Monte Carlo Simulation on Timeline
Summary
- Tests a withdrawal strategy across 1,000 simulated market scenarios.
- Generates unique sequences of returns and inflation based on user-defined inputs.
- Uses a Geometric Brownian Motion framework to model portfolio behaviour.
Description
Timeline’s Monte Carlo analysis evaluates how a retirement plan might perform under a wide range of potential market environments. For a 30-year retirement, the system generates 1,000 distinct 30-year scenarios, each with different sequences of annual returns and inflation derived from the selected assumptions.
The simulation is based on a Geometric Brownian Motion (GBM) model, where asset prices are assumed to follow a log-normal distribution. This allows the model to produce realistic return paths while incorporating both expected return and volatility.
It is important to note that inputs drive outputs. While Timeline provides long-term historical defaults, advisers are responsible for ensuring that capital market assumptions are reasonable and appropriate for the client’s portfolio. Expected returns should be input as arithmetic means. Using geometric returns would effectively double-count volatility drag, since geometric returns already incorporate that effect.
Aggregate Portfolio Returns
The annual estimates for the portfolio aggregate return and volatility are used within the simulation model to produce monthly returns for the portfolio.
Bear in mind that if one uses geometric returns as inputs in Monte Carlo, the projection will essentially count the impact of 'volatility drag' twice. This is because geometric returns already include volatility drag. Accordingly, we strongly recommend using the arithmetic mean for the expected returns input.
Asset Level Return
Timeline uses historical data going back to 1915 for all the major asset classes' indices to calculate the estimates for the arithmetic mean return and volatility.

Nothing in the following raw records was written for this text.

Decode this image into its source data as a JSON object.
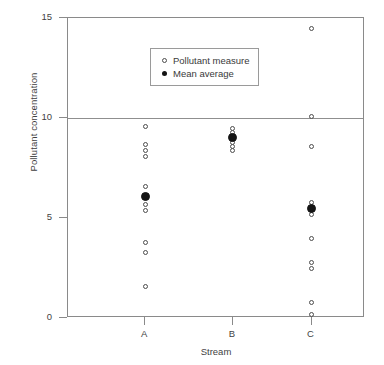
{
  "chart_data": {
    "type": "scatter",
    "title": "",
    "xlabel": "Stream",
    "ylabel": "Pollutant concentration",
    "categories": [
      "A",
      "B",
      "C"
    ],
    "yticks": [
      0,
      5,
      10,
      15
    ],
    "ylim": [
      0,
      15
    ],
    "grid": false,
    "reference_lines": [
      10
    ],
    "legend": {
      "position": "top-left-inside",
      "entries": [
        {
          "label": "Pollutant measure",
          "marker": "open-circle",
          "color": "#4c4c4c"
        },
        {
          "label": "Mean average",
          "marker": "filled-circle",
          "color": "#141414"
        }
      ]
    },
    "series": [
      {
        "name": "Pollutant measure",
        "marker": "open-circle",
        "points": [
          {
            "category": "A",
            "value": 9.6
          },
          {
            "category": "A",
            "value": 8.7
          },
          {
            "category": "A",
            "value": 8.4
          },
          {
            "category": "A",
            "value": 8.1
          },
          {
            "category": "A",
            "value": 6.6
          },
          {
            "category": "A",
            "value": 5.7
          },
          {
            "category": "A",
            "value": 5.4
          },
          {
            "category": "A",
            "value": 3.8
          },
          {
            "category": "A",
            "value": 3.3
          },
          {
            "category": "A",
            "value": 1.6
          },
          {
            "category": "B",
            "value": 9.5
          },
          {
            "category": "B",
            "value": 9.3
          },
          {
            "category": "B",
            "value": 9.1
          },
          {
            "category": "B",
            "value": 8.8
          },
          {
            "category": "B",
            "value": 8.6
          },
          {
            "category": "B",
            "value": 8.4
          },
          {
            "category": "C",
            "value": 14.5
          },
          {
            "category": "C",
            "value": 10.1
          },
          {
            "category": "C",
            "value": 8.6
          },
          {
            "category": "C",
            "value": 5.8
          },
          {
            "category": "C",
            "value": 5.2
          },
          {
            "category": "C",
            "value": 4.0
          },
          {
            "category": "C",
            "value": 2.8
          },
          {
            "category": "C",
            "value": 2.5
          },
          {
            "category": "C",
            "value": 0.8
          },
          {
            "category": "C",
            "value": 0.2
          }
        ]
      },
      {
        "name": "Mean average",
        "marker": "filled-circle",
        "points": [
          {
            "category": "A",
            "value": 6.1
          },
          {
            "category": "B",
            "value": 9.05
          },
          {
            "category": "C",
            "value": 5.5
          }
        ]
      }
    ]
  }
}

The portfolio mean return is calculated as a weighted average, based on asset allocation, of the historical mean returns of the underlying assets and the portfolio volatility is calculated using Markowitz's model.
For the correlation of the asset classes, we use the historical mean correlation for each combination of assets in the portfolio. To do so, we first calculate the correlation matrix for every monthly rolling scenario based on the years of simulation.
Conclusion
Monte Carlo simulation in Timeline provides a forward-looking stress-testing framework built on statistically generated return sequences. Its effectiveness depends entirely on the quality of the input assumptions. When grounded in evidence-based capital market expectations, Monte Carlo complements historical analysis by testing retirement plans across thousands of plausible, but unseen, future paths.